This is the first full-length study of a single klezmer and Yiddish music community: Berlin in the early to mid-2010s. Alexander beautifully shows how place is both involved in and impacted by the development of this local and at the same time transnational music scene. Drawing on urban studies and cultural studies alongside ethnomusicology, Alexander expands outwards from this snapshot of a particular moment in time, interrogating the nature of music revivals and exposing all of the resonances and contradictions involved, from ethnic, religious and national identities to affinities, continuities and ruptures, aesthetics, ideologies, politics, and memorial culture. It makes an important contribution to urban ethnomusicology, Jewish and ethnic studies, and to intercultural dialogue.

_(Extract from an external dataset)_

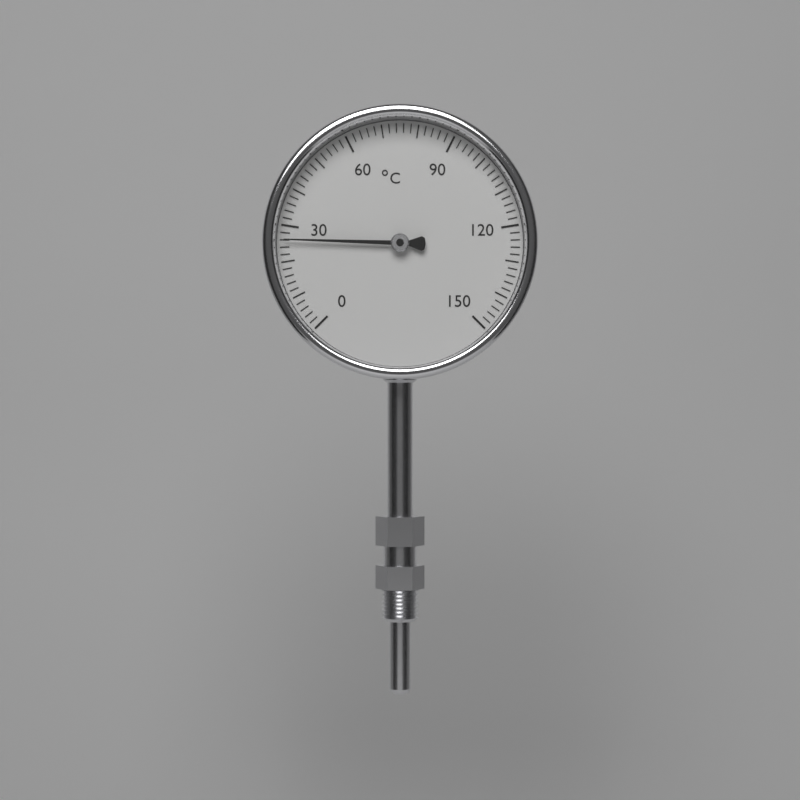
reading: 26 °C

With this rich, incisive account of klezmer's reinvention in contemporary Berlin, Phil Alexander makes a compelling contribution to the scholarship of contemporary urban musics, reaching beyond well-worn narratives of heritage, multiculturalism and appropriation to demonstrate how musical practices are produced by — and share in producing — the city around them.
This is the first full-length study of a single klezmer and Yiddish music community: Berlin in the early to mid-2010s. Alexander beautifully shows how place is both involved in and impacted by the development of this local and at the same time transnational music scene. Drawing on urban studies and cultural studies alongside ethnomusicology, Alexander expands outwards from this snapshot of a particular moment in time, interrogating the nature of music revivals and exposing all of the resonances and contradictions involved, from ethnic, religious and national identities to affinities, continuities and ruptures, aesthetics, ideologies, politics, and memorial culture. It makes an important contribution to urban ethnomusicology, Jewish and ethnic studies, and to intercultural dialogue.
With this rich, incisive account of klezmer's reinvention in contemporary Berlin, Phil Alexander makes a compelling contribution to the scholarship of contemporary urban musics, reaching beyond well-worn narratives of heritage, multiculturalism and appropriation to demonstrate how musical practices are produced by — and share in producing — the city around them.
Notă biografică
Phil Alexander is a British Academy Postdoctoral Research Fellow in the Reid School of Music at the University of Edinburgh, where he researches Scottish-Jewish musical encounters. Besides klezmer music and urban space, his published research also explores Edinburgh salsa, Holocaust memorial silence, synagogue cantors in early twentieth-century Glasgow, and accordions.